Problem details: Exactly as they stand, repeat the lines from the one containing "This screenshot has width=812, height=518." through the final line of the listing, both ends included, and nothing else; skip the pictures.

Supplied data:
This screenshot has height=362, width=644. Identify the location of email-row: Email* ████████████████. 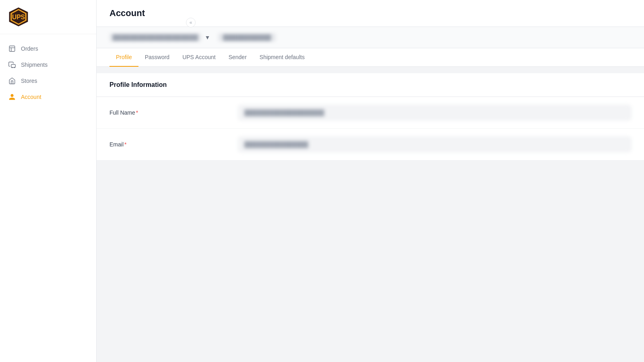
(370, 145).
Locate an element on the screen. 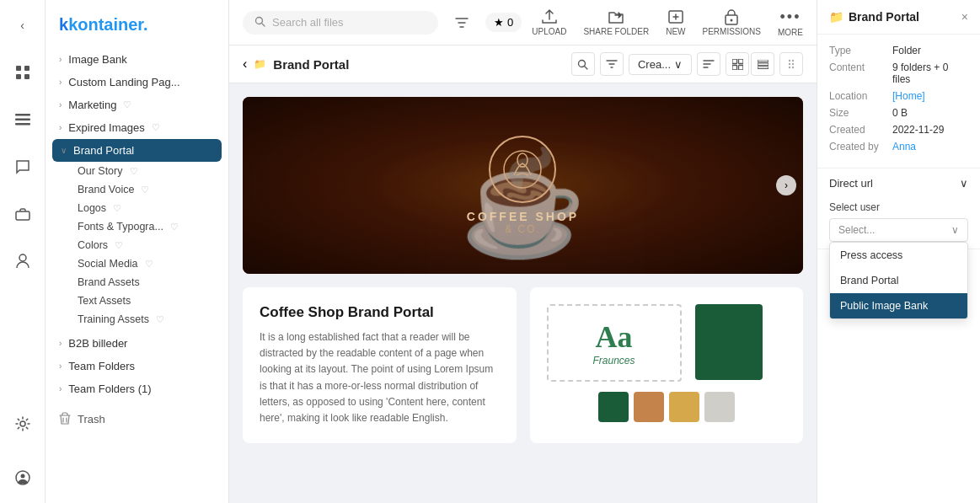 This screenshot has width=980, height=503. meta-type-row: Type Folder is located at coordinates (898, 51).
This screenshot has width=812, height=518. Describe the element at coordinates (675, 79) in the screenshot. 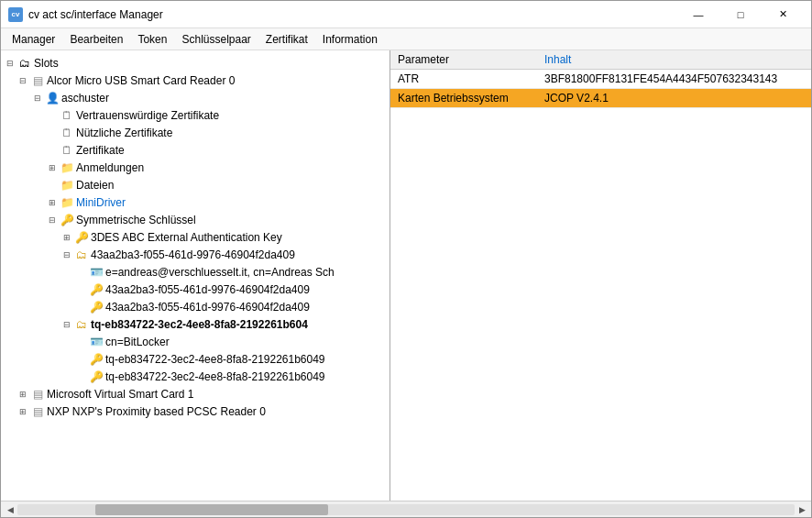

I see `detail-content-atr: 3BF81800FF8131FE454A4434F507632343143` at that location.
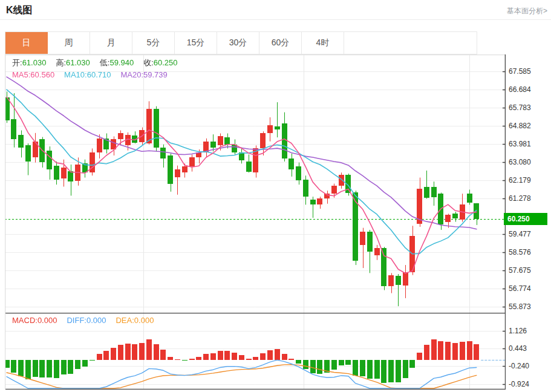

Output of the task:
This screenshot has width=812, height=518. Describe the element at coordinates (675, 79) in the screenshot. 

I see `detail-content-atr: 3BF81800FF8131FE454A4434F507632343143` at that location.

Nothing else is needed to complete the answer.